Never was there a journey more fraught with peril than that which I now undertook. I had to disappear from civilisation for an unknown length of time, and plunge into a region shrouded in mysterious dread, the land of prison and exile; the gloomy realm which forms the background to the showy life of the capital beside the Neva, like a dark subterranean dungeon hidden beneath a glittering palace.
From Siberia few enemies of the Russian Government ever return. My safety depended on my keeping up the character of a financial agent, on the look-out for sources of wealth requiring French capital for their development. In that character I was sure of a cordial reception, and it served as a convenient cloak for some curiosity about the country I was passing through.
Not daring to intrust my secret to a companion, I was obliged to go without sleep from the moment of leaving the Ural mountains behind. The utmost indulgence I could allow myself was such a light doze as left the attention ready to leap into activity at the least provocation. At every stopping place I got out and made a careful examination of the neighbourhood. The one thing I had to fear was the night. In the Cimmerian darkness of a northern winter I might have been carried past an army without perceiving it.
The train by which I travelled was a long one, and it was increased before we entered Asia by the addition of an open car like a cattle-truck, containing peasants whom I took to be prisoners. I had to be careful not to show myself too inquisitive, but I noticed at the various stations along the track that they were all young men of about the same age, and that they got in and out in obedience to orders given by officials who were armed, and whom I imagined to be warders or police.
I did not consider it safe to hold much conversation with my fellow passengers. It was probable that more than one spy was among them. I had an uneasy sensation of being watched by invisible eyes, and I knew that if I once aroused real suspicion by my behaviour, my doom was sealed.
So the days and nights passed, and the train crept on its way across the silence of the frozen continent. I strained my eyes in vain across the blinding waste, and strained my ears through the night. No sight or sound rewarded me, save the solitary huts of the railway-men and the monotonous tinkle of sleigh-bells.
According to my reckoning we had got nearly half way from the Ural to the Amur when the longest stage of all was reached. We ran from the sunset of one day to nearly noon of the next, only halting to take in water and fuel. Then at last the train entered a town of considerable importance, apparently a sort of depôt of the line, there being many side-rails on which trucks were standing as though waiting till they should be required.
As soon as the train stopped, I got out as usual with the other passengers, to stretch my legs and look about me. The long journey and the lack of proper rest had so exhausted me that it was some time before I realised that there was an unusual lack of bustle about this particular halt.
When at last the fact of this strange stillness was borne in upon my consciousness, I roused myself to observation. At once I perceived that the alighting passengers were fewer in number than before. It was the troop I had mistaken for prisoners who were missing. I looked at the end of the train for their car. It was no longer there.
We had silently slipped the wagon in the course of the night!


**Work required**: State the number of lines in the material below that hold "CONCRETE", and add nothing to it.

**Supplied records**:
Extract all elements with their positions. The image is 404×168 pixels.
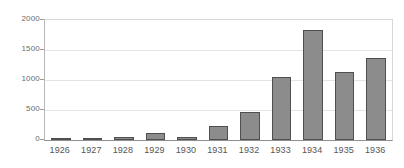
bar-1927 xyxy=(83,138,103,140)
bar-1936 xyxy=(366,58,386,141)
x-axis-tick-label-1926: 1926 xyxy=(44,145,76,156)
y-axis-tick-label-1000: 1000 xyxy=(6,75,40,83)
x-axis-tick-label-1936: 1936 xyxy=(359,145,391,156)
bar-1932 xyxy=(240,112,260,140)
y-axis-tick-label-2000: 2000 xyxy=(6,15,40,23)
gridline-1500 xyxy=(45,50,392,51)
bar-1928 xyxy=(114,137,134,140)
x-axis-tick-label-1935: 1935 xyxy=(328,145,360,156)
x-axis-tick-label-1927: 1927 xyxy=(76,145,108,156)
x-axis-tick-label-1929: 1929 xyxy=(139,145,171,156)
x-axis-tick-label-1933: 1933 xyxy=(265,145,297,156)
bar-1926 xyxy=(51,138,71,140)
bar-1930 xyxy=(177,137,197,140)
bar-1935 xyxy=(335,72,355,140)
y-axis-tick-label-0: 0 xyxy=(6,135,40,143)
x-axis-tick-label-1932: 1932 xyxy=(233,145,265,156)
y-axis-tick-label-1500: 1500 xyxy=(6,45,40,53)
bar-1929 xyxy=(146,133,166,141)
x-axis-tick-label-1930: 1930 xyxy=(170,145,202,156)
x-axis-tick-label-1928: 1928 xyxy=(107,145,139,156)
bar-1934 xyxy=(303,30,323,140)
bar-1931 xyxy=(209,126,229,140)
bar-chart: 2000 1500 1000 500 0 1926192719281929193… xyxy=(0,0,404,168)
x-axis-tick-label-1931: 1931 xyxy=(202,145,234,156)
y-axis-tick-label-500: 500 xyxy=(6,105,40,113)
bar-1933 xyxy=(272,77,292,140)
plot-area xyxy=(44,19,393,141)
x-axis-tick-label-1934: 1934 xyxy=(296,145,328,156)
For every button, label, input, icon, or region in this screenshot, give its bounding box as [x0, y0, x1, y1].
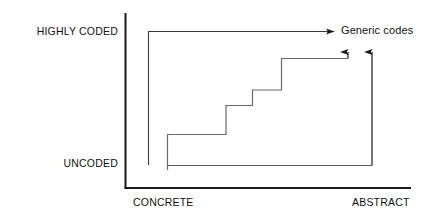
- y-axis-top-label: HIGHLY CODED: [8, 26, 118, 37]
- staircase-line: [168, 59, 349, 171]
- generic-codes-line: [149, 32, 335, 166]
- x-axis-right-label: ABSTRACT: [352, 197, 410, 208]
- x-axis-left-label: CONCRETE: [133, 197, 194, 208]
- y-axis-bottom-label: UNCODED: [8, 158, 118, 169]
- generic-codes-label: Generic codes: [341, 25, 413, 36]
- coding-abstraction-diagram: HIGHLY CODED UNCODED CONCRETE ABSTRACT G…: [0, 0, 434, 219]
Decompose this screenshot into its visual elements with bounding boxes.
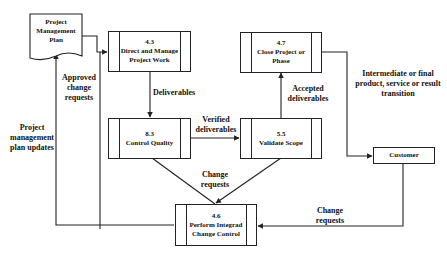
label-change-requests-customer: Change requests bbox=[310, 206, 350, 226]
process-name-line-1: Perform Integrad bbox=[189, 221, 242, 230]
doc-line-1: Project bbox=[30, 18, 82, 27]
process-4-3-direct-and-manage-project-work: 4.3 Direct and Manage Project Work bbox=[108, 31, 191, 72]
process-name-line-2: Project Work bbox=[129, 56, 169, 65]
label-intermediate-final-product-transition: Intermediate or final product, service o… bbox=[350, 69, 446, 99]
process-8-3-control-quality: 8.3 Control Quality bbox=[108, 118, 191, 159]
process-name-line-1: Close Project or bbox=[257, 48, 305, 57]
process-5-5-validate-scope: 5.5 Validate Scope bbox=[240, 118, 322, 159]
process-name-line-1: Control Quality bbox=[126, 139, 174, 148]
process-id: 4.3 bbox=[145, 38, 154, 47]
process-name-line-2: Phase bbox=[272, 57, 290, 66]
label-change-requests-center: Change requests bbox=[193, 170, 237, 190]
process-name-line-1: Direct and Manage bbox=[121, 47, 178, 56]
process-id: 8.3 bbox=[145, 130, 154, 139]
process-id: 4.7 bbox=[277, 39, 286, 48]
customer-box: Customer bbox=[373, 147, 435, 164]
process-name-line-1: Validate Scope bbox=[259, 139, 303, 148]
process-id: 5.5 bbox=[277, 130, 286, 139]
label-project-management-plan-updates: Project management plan updates bbox=[9, 123, 55, 153]
process-id: 4.6 bbox=[212, 212, 221, 221]
label-accepted-deliverables: Accepted deliverables bbox=[286, 84, 330, 104]
process-name-line-2: Change Control bbox=[192, 230, 240, 239]
process-4-7-close-project-or-phase: 4.7 Close Project or Phase bbox=[240, 32, 322, 73]
process-4-6-perform-integrated-change-control: 4.6 Perform Integrad Change Control bbox=[175, 204, 257, 246]
project-management-plan-document: Project Management Plan bbox=[30, 14, 82, 62]
doc-line-3: Plan bbox=[30, 36, 82, 45]
label-deliverables: Deliverables bbox=[153, 88, 195, 98]
label-verified-deliverables: Verified deliverables bbox=[194, 115, 238, 135]
doc-line-2: Management bbox=[30, 27, 82, 36]
label-approved-change-requests: Approved change requests bbox=[61, 73, 97, 103]
customer-label: Customer bbox=[389, 151, 419, 160]
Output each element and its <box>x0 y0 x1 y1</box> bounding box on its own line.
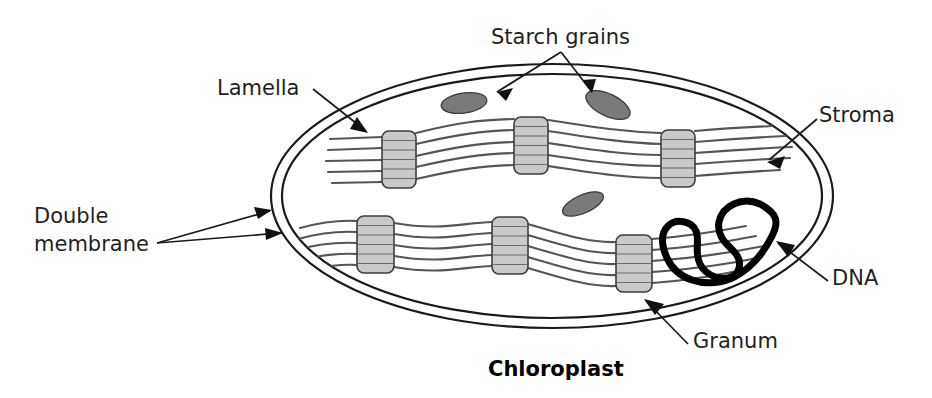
granum-top-2 <box>514 117 548 174</box>
chloroplast-diagram: Starch grains Lamella Stroma DNA Granum … <box>0 0 932 398</box>
label-dna: DNA <box>832 266 879 290</box>
label-chloroplast-title: Chloroplast <box>488 357 624 381</box>
label-stroma: Stroma <box>819 103 895 127</box>
label-lamella: Lamella <box>217 76 299 100</box>
granum-bottom-3 <box>616 235 652 292</box>
double-membrane-group <box>271 64 833 328</box>
label-double-membrane-line2: membrane <box>34 232 149 256</box>
label-starch-grains: Starch grains <box>491 25 630 49</box>
granum-bottom-1 <box>357 216 394 273</box>
granum-top-3 <box>661 130 695 187</box>
granum-bottom-2 <box>492 217 528 274</box>
label-double-membrane-line1: Double <box>34 204 108 228</box>
arrowhead-membrane-outer <box>254 207 272 219</box>
outer-membrane-ellipse <box>271 64 833 328</box>
chloroplast-svg-canvas: Starch grains Lamella Stroma DNA Granum … <box>0 0 932 398</box>
leader-double-membrane <box>157 207 283 243</box>
granum-top-1 <box>382 131 416 188</box>
label-granum: Granum <box>693 329 778 353</box>
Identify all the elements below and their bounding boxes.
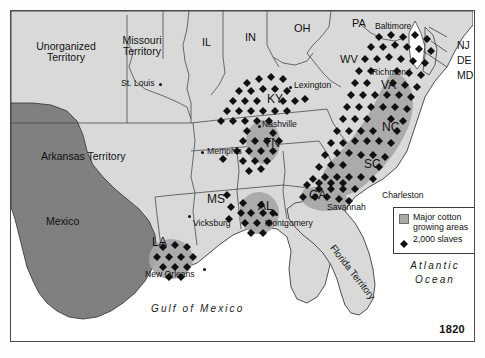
label-state-tn: TN bbox=[264, 137, 280, 150]
label-arkansas-territory: Arkansas Territory bbox=[41, 151, 125, 162]
city-dot-lexington bbox=[289, 86, 292, 89]
legend-slaves-label: 2,000 slaves bbox=[413, 234, 462, 244]
map-year-stamp: 1820 bbox=[439, 323, 465, 335]
label-state-nc: NC bbox=[382, 121, 399, 134]
slave-diamond-icon bbox=[400, 236, 408, 244]
label-atlantic-ocean-line2: Ocean bbox=[397, 275, 473, 286]
label-state-al: AL bbox=[258, 200, 273, 213]
label-state-wv: WV bbox=[340, 54, 358, 66]
label-city-richmond: Richmond bbox=[372, 68, 411, 77]
label-state-pa: PA bbox=[352, 18, 366, 30]
label-city-charleston: Charleston bbox=[382, 191, 424, 200]
label-city-memphis: Memphis bbox=[207, 147, 242, 156]
label-state-sc: SC bbox=[364, 158, 381, 171]
label-state-ms: MS bbox=[207, 193, 225, 206]
label-mexico: Mexico bbox=[46, 216, 79, 227]
city-dot-new-orleans bbox=[203, 268, 206, 271]
label-missouri-territory-line2: Territory bbox=[109, 46, 175, 57]
legend-cotton-label: Major cotton growing areas bbox=[413, 212, 468, 232]
city-dot-vicksburg bbox=[188, 215, 191, 218]
label-state-md: MD bbox=[457, 70, 473, 81]
label-city-montgomery: Montgomery bbox=[265, 219, 313, 228]
label-city-new-orleans: New Orleans bbox=[145, 270, 195, 279]
label-state-oh: OH bbox=[294, 23, 311, 35]
label-gulf-of-mexico: Gulf of Mexico bbox=[151, 304, 244, 315]
label-state-in: IN bbox=[245, 32, 256, 44]
map-legend: Major cotton growing areas 2,000 slaves bbox=[393, 207, 475, 254]
label-state-ga: GA bbox=[309, 189, 326, 202]
city-dot-memphis bbox=[201, 151, 204, 154]
map-page: Unorganized Territory Missouri Territory… bbox=[0, 0, 485, 358]
label-city-lexington: Lexington bbox=[294, 81, 331, 90]
legend-cotton-line2: growing areas bbox=[413, 222, 468, 232]
label-state-de: DE bbox=[457, 55, 472, 66]
label-city-vicksburg: Vicksburg bbox=[193, 219, 231, 228]
legend-cotton-line1: Major cotton bbox=[413, 212, 461, 222]
label-unorganized-territory-line2: Territory bbox=[23, 52, 109, 63]
map-frame: Unorganized Territory Missouri Territory… bbox=[10, 10, 475, 342]
label-city-st-louis: St. Louis bbox=[121, 79, 154, 88]
city-dot-nashville bbox=[258, 125, 261, 128]
cotton-area-swatch-icon bbox=[399, 214, 409, 224]
label-state-ky: KY bbox=[267, 93, 283, 106]
legend-row-slaves: 2,000 slaves bbox=[399, 234, 475, 244]
label-atlantic-ocean-line1: Atlantic bbox=[397, 261, 473, 272]
label-state-va: VA bbox=[381, 79, 396, 92]
label-state-nj: NJ bbox=[457, 40, 470, 51]
label-missouri-territory: Missouri Territory bbox=[109, 35, 175, 57]
label-city-savannah: Savannah bbox=[327, 203, 366, 212]
legend-row-cotton: Major cotton growing areas bbox=[399, 212, 475, 232]
label-unorganized-territory: Unorganized Territory bbox=[23, 41, 109, 63]
city-dot-st-louis bbox=[159, 83, 162, 86]
label-state-la: LA bbox=[152, 236, 167, 249]
label-city-baltimore: Baltimore bbox=[375, 22, 411, 31]
label-city-nashville: Nashville bbox=[262, 120, 297, 129]
city-dot-montgomery bbox=[275, 213, 278, 216]
label-state-il: IL bbox=[202, 37, 211, 49]
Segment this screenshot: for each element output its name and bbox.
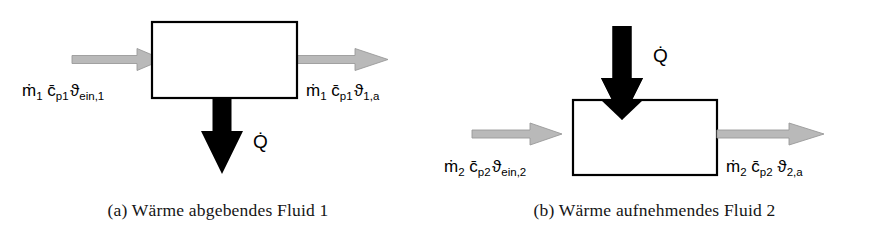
outlet-heat-capacity-sub-b: p2 <box>760 166 773 178</box>
inlet-mass-flow-b: ṁ <box>444 157 458 176</box>
inlet-arrow-a <box>72 49 163 71</box>
control-volume-box-b <box>573 100 717 175</box>
inlet-temperature-sub-b: ein,2 <box>501 166 526 178</box>
diagram-b: ṁ2 c̄p2 ϑein,2 ṁ2 c̄p2 ϑ2,a Q̇ <box>436 0 873 195</box>
inlet-heat-capacity-sub-a: p1 <box>56 90 69 102</box>
outlet-temperature-sub-b: 2,a <box>787 166 804 178</box>
caption-a: (a) Wärme abgebendes Fluid 1 <box>0 200 436 221</box>
inlet-heat-capacity-sub-b: p2 <box>478 166 491 178</box>
outlet-temperature-sub-a: 1,a <box>363 90 380 102</box>
figure-root: ṁ1 c̄p1 ϑein,1 ṁ1 c̄p1 ϑ1,a Q̇ (a) Wär… <box>0 0 873 225</box>
inlet-arrow-b <box>472 123 562 145</box>
outlet-mass-flow-a: ṁ <box>306 81 320 100</box>
caption-b: (b) Wärme aufnehmendes Fluid 2 <box>436 200 873 221</box>
outlet-mass-flow-b: ṁ <box>726 157 740 176</box>
heat-symbol-b: Q̇ <box>653 45 668 66</box>
control-volume-box-a <box>152 22 297 98</box>
panel-b-heat-absorbing-fluid: ṁ2 c̄p2 ϑein,2 ṁ2 c̄p2 ϑ2,a Q̇ (b) Wär… <box>436 0 873 225</box>
diagram-a: ṁ1 c̄p1 ϑein,1 ṁ1 c̄p1 ϑ1,a Q̇ <box>0 0 436 195</box>
outlet-label-b: ṁ2 c̄p2 ϑ2,a <box>726 157 803 178</box>
inlet-label-b: ṁ2 c̄p2 ϑein,2 <box>444 157 526 178</box>
panel-a-heat-releasing-fluid: ṁ1 c̄p1 ϑein,1 ṁ1 c̄p1 ϑ1,a Q̇ (a) Wär… <box>0 0 436 225</box>
heat-symbol-a: Q̇ <box>253 131 268 152</box>
outlet-heat-capacity-sub-a: p1 <box>340 90 353 102</box>
outlet-arrow-b <box>717 123 824 145</box>
inlet-label-a: ṁ1 c̄p1 ϑein,1 <box>22 81 104 102</box>
outlet-label-a: ṁ1 c̄p1 ϑ1,a <box>306 81 380 102</box>
inlet-temperature-sub-a: ein,1 <box>79 90 104 102</box>
outlet-arrow-a <box>297 49 388 71</box>
inlet-mass-flow-a: ṁ <box>22 81 36 100</box>
heat-arrow-b-tip <box>601 26 643 120</box>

**Output below**: 2